Malthusians on the March

Mr P.A. Van Heusden pvanheus at hgmp.mrc.ac.uk
Thu Dec 16 05:02:04 PST 1999


On Thu, 16 Dec 1999, Russell Grinker wrote:


> Dunno about LM - I would have thought a more traditional marxist critique
> would have sufficed. A critique (in opposition to the Malthusians) would
> merely point out contradictions at the level of accumulation and not
> overconsumption and waste as the fundamental problems. The side effects you
> describe have always been symptoms of the anarchy of the market and I doubt
> there's much disagreement there (even with LM). The issue would probably be
> where you place your emphasis. The green "critique" (obsession) is of
> (with)
> symptoms, not fundamentals. Their solution is of course that "the other"
> should get their houses in order and practice sustainability, or we shall
> just have to help them to do so for their own good. Speaking of houses - I
> personally wouldn't quote Venturi - he's a lousy architect. Maybe my modern
> movement prejudices are showing here. And speaking from South Africa, most
> people here would certainly not be bored by a darned side MORE in the way of
> modern consumables.

Russell, in the case of the South African 'Green' movement - both 'Green' organisations like Earthlife Africa (ELA) (site of my first serious political involvement - which has now seemingly fragmented, but used to be a significant voice on environmental issues in SA) and in the case of networks like the Environmental Justice Networking Forum (EJNF) - this characterisation is a bit suspect.

Yes, there are people who blame 'the other' for the problem - but at least some 'movement' (as opposed to 'party') Greens (in South Africa at least) sharply define themselves against 'conservationists' who just want a bit of fenced in nature for their own enjoyment, and screw all the rest.

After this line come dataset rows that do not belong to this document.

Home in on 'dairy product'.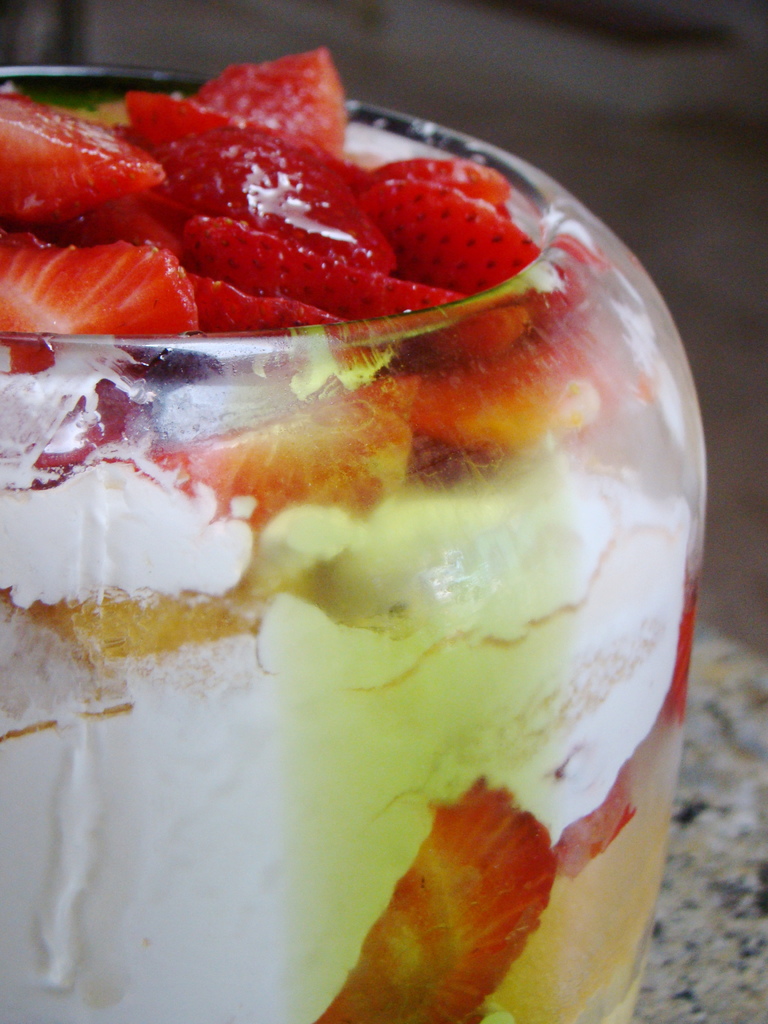
Homed in at crop(0, 354, 291, 1023).
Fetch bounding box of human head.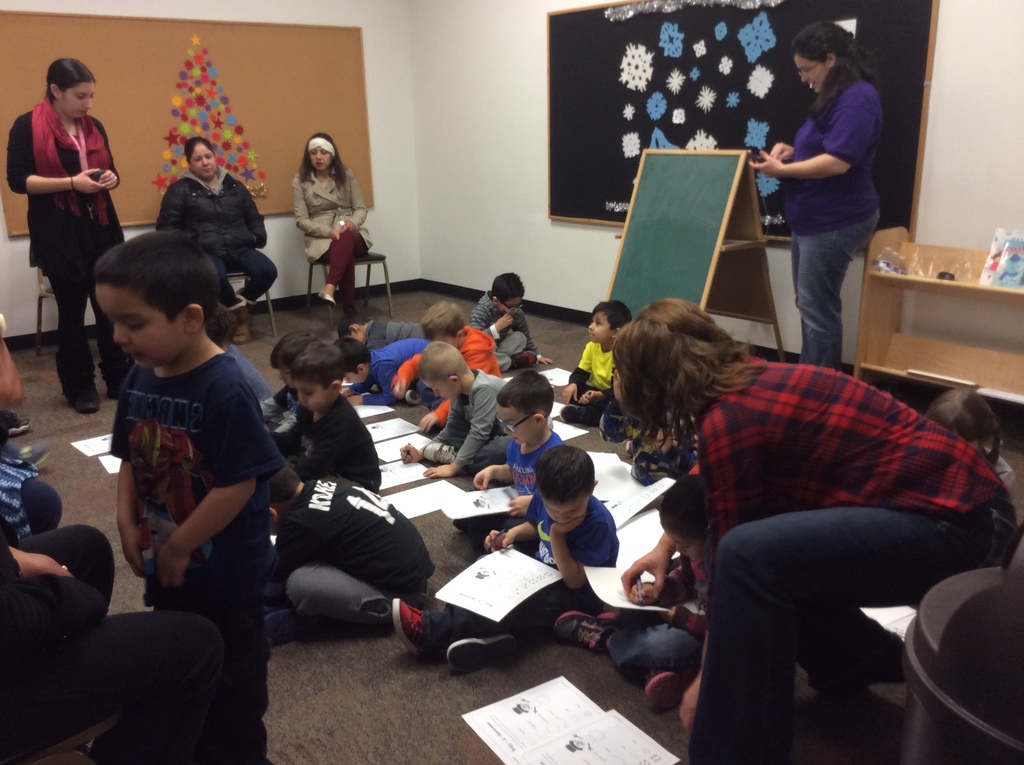
Bbox: [340, 338, 369, 383].
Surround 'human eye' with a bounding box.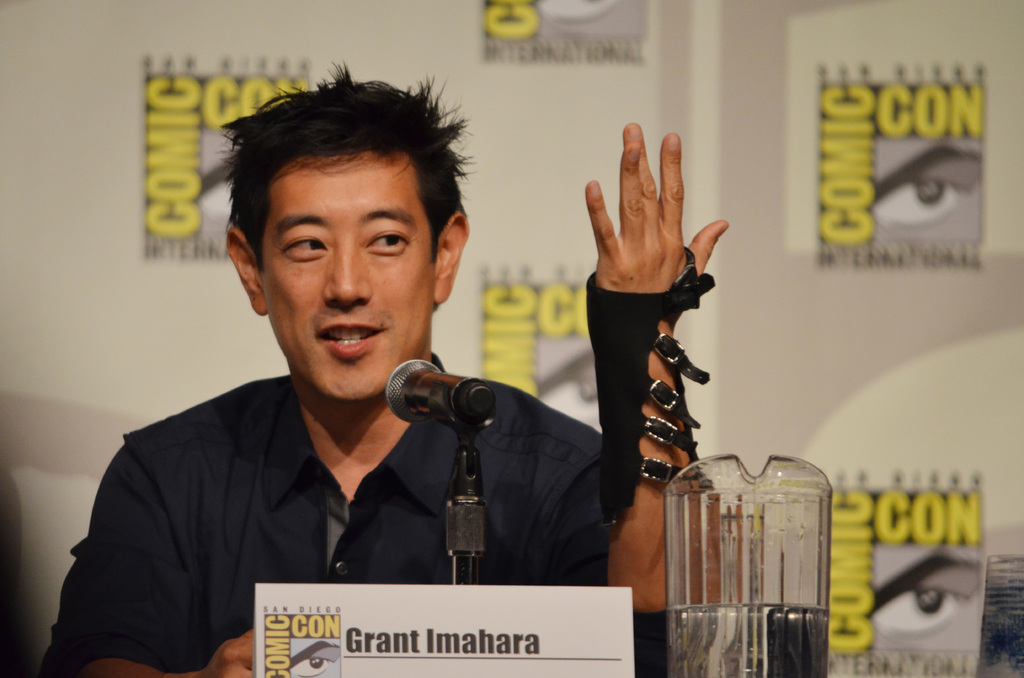
region(277, 226, 331, 260).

In fact the ELA Statement Of Belief (their constitution) starts of by defining Green as being different from conservationism and environmentalism, and states: 'Greens recognise that ecological stress is a logical and inevitable consequence of the economic and social status quo.'

Similarly the concept of 'environmental justice' on which the EJNF was founded includes a very broad definition of the environment - basically everything around you is the environment, and various people involved in the EJNF have argued against emphasising the distinction between 'brown' (social environment) issues and 'green' (natural environment) issues, again on the basis that nature and society are not distinct things.

I am no longer a Green, and I think one of the big problems of the Green approach is that it focusses on environmental damage as *the* indicator of 'badness' (so, e.g. people trawl for info on ill-effects of GM crops or monoculture, rather than focussing on the capitalist structure of capitalism as bad in and of itself). The Green critique is limited (as are most critiques of the state of things) - but it is not, I think, necessarily reactionary (and certainly not necessarily Malthusian). And certainly LM's position - that environmental problems don't matter, that Science is good (and non-ideological) and that the capitalist system, not environmental destruction, is the problem - seems to combine some abstractly correct notions with an overly cynical and fatalist outlook.

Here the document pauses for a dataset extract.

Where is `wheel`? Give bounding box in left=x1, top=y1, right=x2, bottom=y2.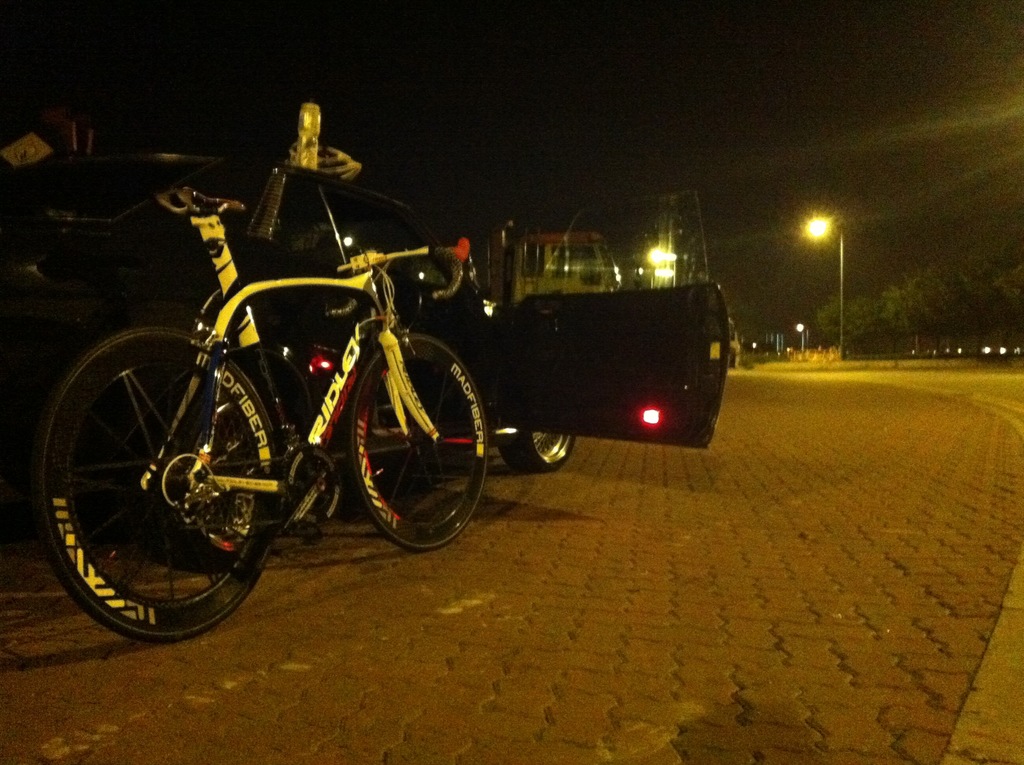
left=42, top=326, right=291, bottom=631.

Yes, we want more (especially in South Africa) - but when we want more, we don't want it to be created in a manner that is toxic to the people creating it, creates unnecessary waste, etc.

Peter -- Peter van Heusden : pvanheus at hgmp.mrc.ac.uk : PGP key available Criticism has torn up the imaginary flowers from the chain not so that man shall wear the unadorned, bleak chain but so that he will shake off the chain and pluck the living flower. - Karl Marx

NOTE: I do not speak for the HGMP or the MRC.